You HAVE to study theory, the ACTUAL flying is too expensive!

Any time a CAA/JAA guy wants me to post how simply awful the European Aviation systems are at building, promoting or expanding aviation, let me know. I am cracking my knuckles in anticipation! Were some of the true European pioneers to come back and see what you lot have allowed your governments to do to aviation, they would cry. After they put on their little orange vests, that is. ;-)

paco
17th Aug 2005, 04:59
Quite agree, Nick - European aviation thinking is still mostly over 60 years behind the times (note I said mostly - there are pockets of brilliance here and there), and geared to making you able to fix things in the jungle when there's nobody else around - why else would you need to learn about Cathode Ray Tubes and the use of sticky-backed plastic? "If it was good enough for me, it's good enough for you". Well, that's the same reason we still have children being spanked.

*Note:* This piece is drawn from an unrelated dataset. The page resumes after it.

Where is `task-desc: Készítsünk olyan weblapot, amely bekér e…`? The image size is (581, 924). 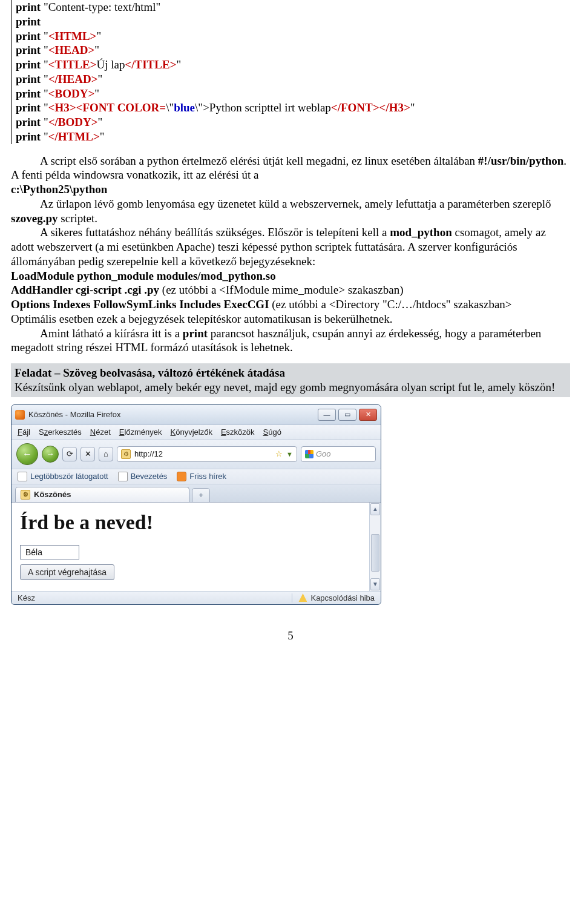 task-desc: Készítsünk olyan weblapot, amely bekér e… is located at coordinates (284, 388).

Only one point I wish to make about the US & Canadian systems - the flight tests and interviews are where the action is, and any lack of effort in gaining knowledge for the exams soon becomes painfully obvious. Treating the exams as a tick in the box is not a good idea.

Phil

helicopter-redeye
17th Aug 2005, 08:23
PS - Helicopter red-eye - auditors will still have to audit the tax accounts in a set of financial statements

PS Whirlygig - helicopter pilots still have to fly in the same Met conditions and alongside fixed wing pilots. In the firm I worked for, you got a tax expert in to do the tricky stuff around the T word. Can't do that in a helicopeter .. :ok:

h-r:)

tommacklin
17th Aug 2005, 15:30
Nick,

I don't think anyone is saying that the CAA/JAA system is any better than the US/Canadian so don't put your boxing gloves on just yet.

I tend to agree with Paco that the real action takes place downstream from the examination room. Every year I do my 135 check, the classroom check by the inspector takes 4 hours before we even look at the aircraft, and it is 4 hours of probing questions and discussion. Every year I come away from the check having learned something from the inspector, thats the way I like it.

Shawn Coyle
17th Aug 2005, 16:40
Theory is needed, provided it is the right theory.
But if they (the EASA / JAA / CAA) are still making pilots do AC and DC electrics theory, that's not right.
Why not make A320 pilots do computer theory and digital theory now that we have computers flying the machine?
And the accident rates don't show, as Nick has pointed out, any improvement in safety over the FAA / Transport Canada methods.

Oogle
18th Aug 2005, 13:50
The UK theory exam has obviously been highlighted as the most over the top.

I myself agree with what all are saying. How can we let this continue to happen?

If so many people think that the theory requirements are too much, why doesn't someone come up with a more workable solution?

I fully agree that check rides must be "firm but fair".